AHHA! TIME FOR SPINNING TEA POT!!!
i dont know why but i cant make it work, self shadows are not black as in your example
THANK YOU!
How did you add that sky in the background of the Mario scene in the beginning of the video ?
beautiful
Where is step adjustment
I remember Gmod for the N64
Thank you so much!
which rendering engine? cycles or evee
I'm using cycles!
@@ChristopherFraserVFX I'm going to use a pile of ashes soon! Thanks!
Thanks!
Thanks, great video.
I have no idea how to make the addons sharp now.
What do you mean
@@ChristopherFraserVFX I geuinely have no idea.. wtf was i trying to say-
man who taught u that i wanna get into ts so bad but damn its so difficult i done created a donut but i still dont know how other things work smhhhhhhhh
It's been a lot of time spent learning and messing around. The most important thing is to pursue it relentlessly and in new ways always, and you'll be better than i before you know it
@@ChristopherFraserVFX i really needed to hear that. tysm big bro😭
so retro
lets make some retro cgi
step 1: make some low poly object
step 2: add some shitty texture on it
done! wonderful.
- looks UGLY - that's GREAT!! :^D
Sorry you cannot make true retro cgi in blender with 16 colors and 4 hour render time for a vga image !!!
Gonna install blender rn
Yes! Got one! ;)
This is more like 2004 pc game graphics than 90s cgi graphics
very nice. now i can make my dream horror ps1-n64 indie game that is totally creative.
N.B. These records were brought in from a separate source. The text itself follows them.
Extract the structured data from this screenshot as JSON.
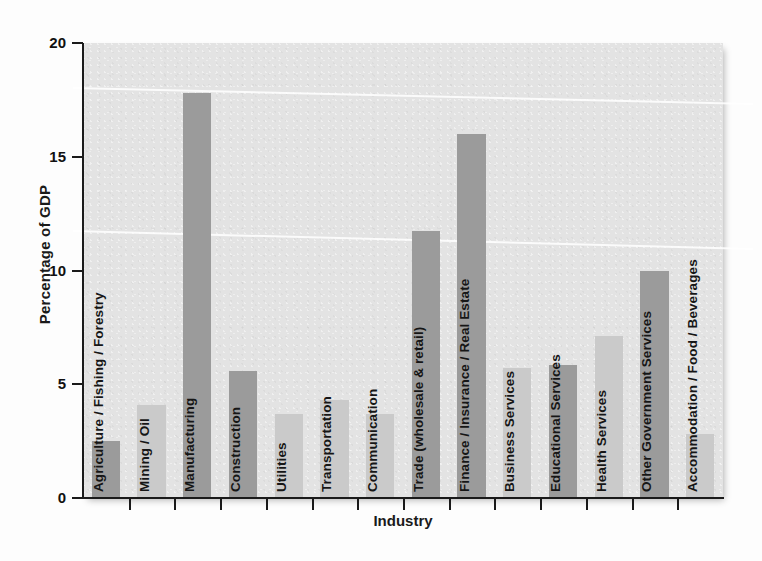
{
  "chart_data": {
    "type": "bar",
    "title": "",
    "xlabel": "Industry",
    "ylabel": "Percentage of GDP",
    "ylim": [
      0,
      20
    ],
    "yticks": [
      0,
      5,
      10,
      15,
      20
    ],
    "ytick_labels": [
      "0",
      "5",
      "10",
      "15",
      "20"
    ],
    "grid": false,
    "legend": "none",
    "categories": [
      "Agriculture / Fishing / Forestry",
      "Mining / Oil",
      "Manufacturing",
      "Construction",
      "Utilities",
      "Transportation",
      "Communication",
      "Trade (wholesale & retail)",
      "Finance / Insurance / Real Estate",
      "Business Services",
      "Educational Services",
      "Health Services",
      "Other Government Services",
      "Accommodation / Food / Beverages"
    ],
    "values": [
      2.5,
      4.1,
      17.8,
      5.6,
      3.7,
      4.3,
      3.7,
      11.75,
      16.0,
      5.7,
      5.85,
      7.1,
      10.0,
      2.8
    ],
    "bar_shades": [
      "dark",
      "light",
      "dark",
      "dark",
      "light",
      "light",
      "light",
      "dark",
      "dark",
      "light",
      "dark",
      "light",
      "dark",
      "light"
    ]
  },
  "colors": {
    "plot_background": "#e3e3e3",
    "bar_dark": "#9b9b9b",
    "bar_light": "#cacaca",
    "axis": "#1a1a1a",
    "text": "#111111",
    "page_background": "#ffffff"
  }
}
Hey, it's a very fun style :)
Ah yes, the good old N64 era real time raytracing with real time shadows and real time reflections. So acurate
You can unplug your gpu if you want it slower
man please give me that hdri
I found this tutorial too fast for a beginner 😭
Did bro just say gmod is retro 😭
>:)
V videu mnogo ikanij i malo reči. Sidi da razumej, čego hoče skazati tutoj človek.
AMAZING! This is what’s going to get me to learn Blender!